THE SECRET WAR BETWEEN WIKILEAKS AND THE PENTAGON, (AND SOME MEDIA OUTLETS)
By Danny Schechter Author of The Crime Of Our Time
Much of this commentary first appeared on the AlJazeera website.
It happened on a Friday, the anniversary of the first US casualties of the Vietnam War way back in l957. It was also the anniversary, in l964, of French philosopher Jean Paul Sartre's announcement that he was turning down the Nobel Prize. He later sat as a judge on Bertrand Russell's Vietnam War Crimes Tribunal, which indicted that conflict's carnage and lies.
It was the day this year that the often shadowy Wikileaks, chief nemesis of the Pentagon, maybe their worst nightmare--considered perhaps even more dangerous than the Taliban-- surfaced again with the largest public drop of secret military documents in history. Wikileaks is a public web site run by the Sunshine Press, a non-profit group.
For understandable reasons, the Pentagon is at war with its information war against the war--literally.
Wikileaks introduced the significance of their immense treasure trove of secrets on their website this way: "The 391,832 reports ('The Iraq War Logs'), document the war and occupation in Iraq, from 1st January 2004 to 31st December 2009 (except for the months of May 2004 and March 2009) as told by soldiers in the United States Army.
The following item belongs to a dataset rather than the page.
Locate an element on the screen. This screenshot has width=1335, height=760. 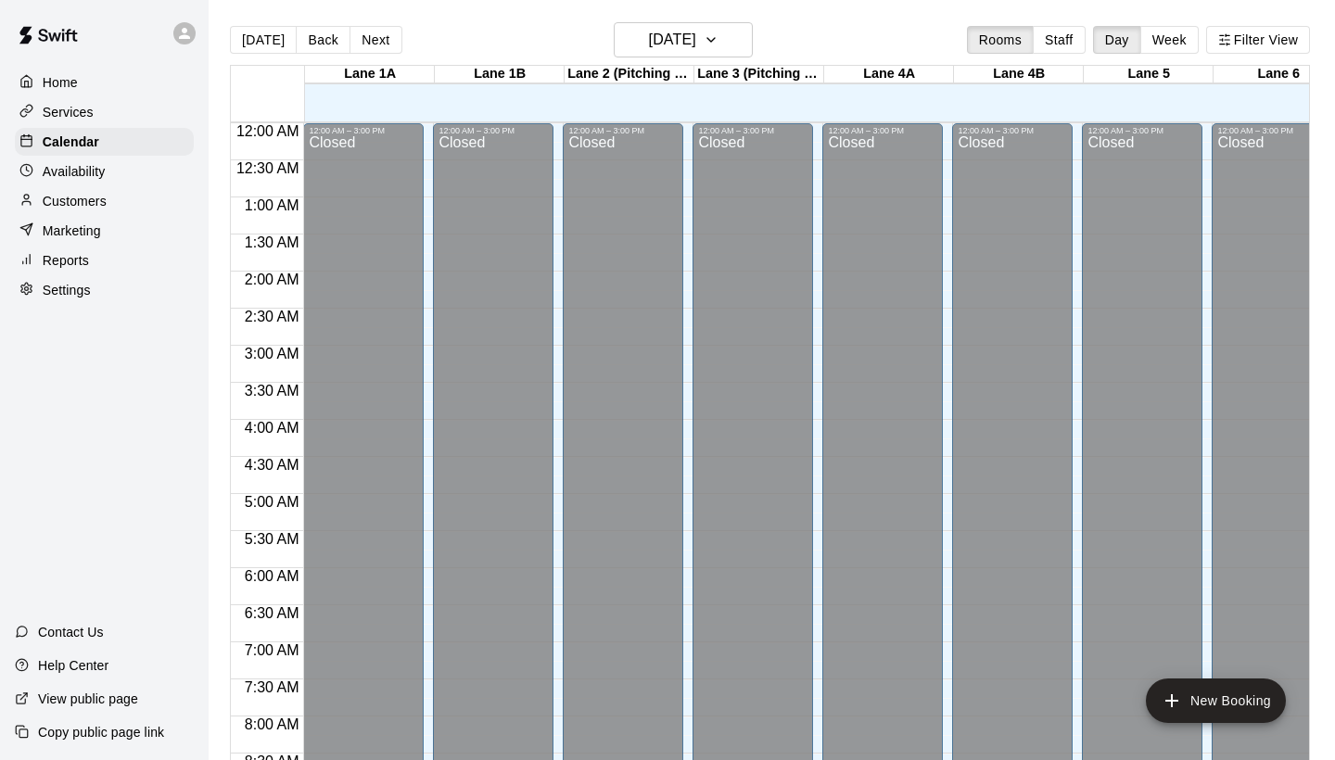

Each is a 'SIGACT' or Significant Action in the war. They detail events as seen and heard by the US military troops on the ground in Iraq and are the first real glimpse into the secret history of the war that the United States government has been privy to throughout."
This time around, and unlike the earlier dissemination of what they called Afghan "war logs, they sanitized these documents to remove names that might become targets for retribution. The gesture did not satisfy the Pentagon that said they would provide aid and comfort to the enemy. Forcibly retired General Stanley McCrystal called the release " sad."
The Los Angeles Times reported, " In addition to the Times, the documents were made available to the Guardian newspaper in London, the French newspaper Le Monde, Al Jazeera and the German magazine Der Spiegel, on an embargoed basis.
The New York Times said it had edited or withheld any documents that would "put lives in danger or jeopardize continuing military operations.'' It said it redacted the names of informants, a particular concern of the Defense Department
The Pentagon had been bracing for the release for months. Fearing more compromises of national security and more embarrassment for practices they wanted hidden, they had set up a Wkileaks war room staffed with 120 operatives in anticipation. The Central Command in Tampa Florida has been fully engaged in trying to get newspapers not to run "stolen" documents.
A special intelligence unit called the Red Cell was involved. The task has been to prod the American spy networks to operate in a cleverer and more intelligent manner. (Ironically, Wikileaks had leaked some of their internal reports earlier.)